Southampton maps out a new identity

Town Councilwoman Nancy Graboski looks at proposed Southampton hamlet maps in her office. (March 25, 2010) Credit: Newsday / Mitchell Freedman
Ask anyone in the Town of Southampton where they live, and they'll tell you - in the blink of an eye - which community they call home, from Northampton in the west to North Haven in the east.
Even so, getting universal agreement on where one community ends and another begins has been a challenge.
So when the town board adopted a map outlining those communities earlier this month, it was an accomplishment eight years in the making.
The town has seven villages, but most of the 66,000 residents live in unincorporated hamlets. The drawn-out process of identifying the boundaries of each was complicated by the multitude of arbitrary lines - fire districts, school districts, ZIP codes, park districts, village lines, census blocks, even the roads or streams that traditionally served as hamlet markers.
The new map identifies almost two dozen separate hamlets and villages - a major change from the 1970 master plan that divided the town into 10 areas. And while the map will not have any specific impact on residents, town officials said it is a vital planning tool.
As the town runs out of open space and reaches its maximum build-out, officials say they need to define communities to provide for future needs - to decide what kind of shopping should be included in local zoning, for instance, or to set aside enough land for parks and other recreational needs.
Town Councilwoman Nancy Graboski found just how complicated the issue of boundary lines was as she held dozens of sessions in search of agreement. She engaged in a kind of shuttle diplomacy, meeting with different community groups in an effort to reach a common understanding of where one community ended and another began.
"We have one area of Hampton Bays, it changed to Hampton Bays in 2004 or 2005. Before that, it had always been East Quogue," Gabroski said. "It's in the East Quogue school district, but the students go to Westhampton Beach High School."

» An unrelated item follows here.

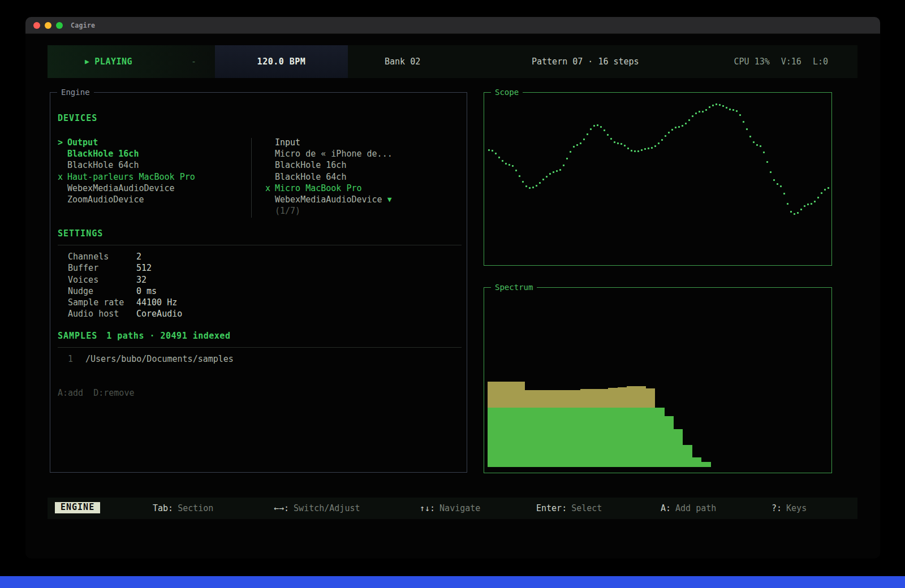  What do you see at coordinates (76, 92) in the screenshot?
I see `engine-panel-label: Engine` at bounding box center [76, 92].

After dozens of changes, Noyac got a little bigger, Bridgehampton got a little smaller and East Quogue grew a bit by taking a chunk out of what had been considered Hampton Bays.

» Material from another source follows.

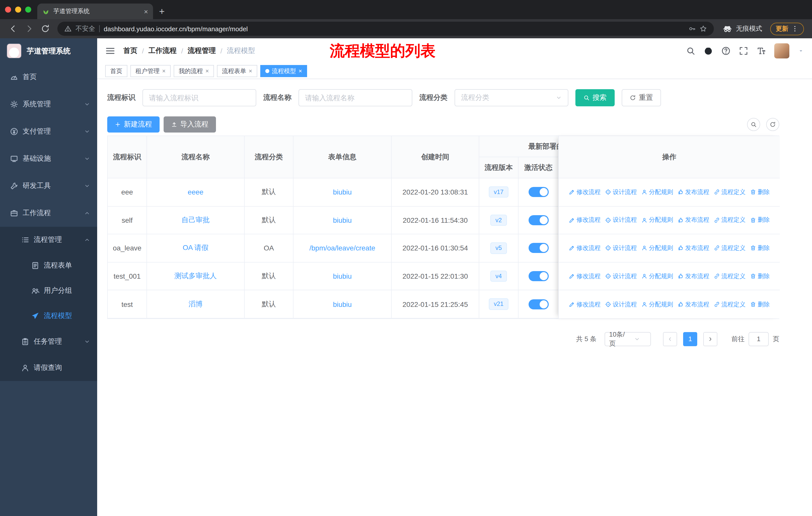 Image resolution: width=812 pixels, height=516 pixels. What do you see at coordinates (196, 220) in the screenshot?
I see `process-name-link: 自己审批` at bounding box center [196, 220].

"It's interesting what you think your community is," says Fred Cammann, chairman of the Bridgehampton Citizens Advisory Committee. "It's arbitrary."
He used Bridgehampton as an example: The western part of the Bridgehampton school district is in the Water Mill ZIP code. Residents there must pick up their mail at the Water Mill post office, which doesn't provide home delivery. And that routine reinforces their identity as residents of Water Mill.
Years ago, when Bridgehampton was considering becoming a village, "when we proposed a boundary on the west side, you should have heard the yelling in Water Mill," Cammann said.
The sense of identity stretches outside village lines, too. In Sag Harbor, for example, the village border is clearly marked, and residents vote in village elections and pay village taxes. But people who live just to the south of the village boundary feel they live in greater Sag Harbor. The new map identifies that area - south of Sag Harbor Village and north of Sagaponack and Bridgehampton - as Sag Harbor, minus the "Village."
Some residents have been fighting over the issue of identity for years. Carl Iacone, former president of the Bayview Pines Civic Association, lives in Flanders - and has tried to get people to believe that for nearly two decades.
But the phone book lists his address as Riverhead. His ZIP code is Riverhead. And his house, like the rest of Flanders, is in the Riverhead School District.
"It's very important for people who live in a community to have a sense of identity," Iacone said.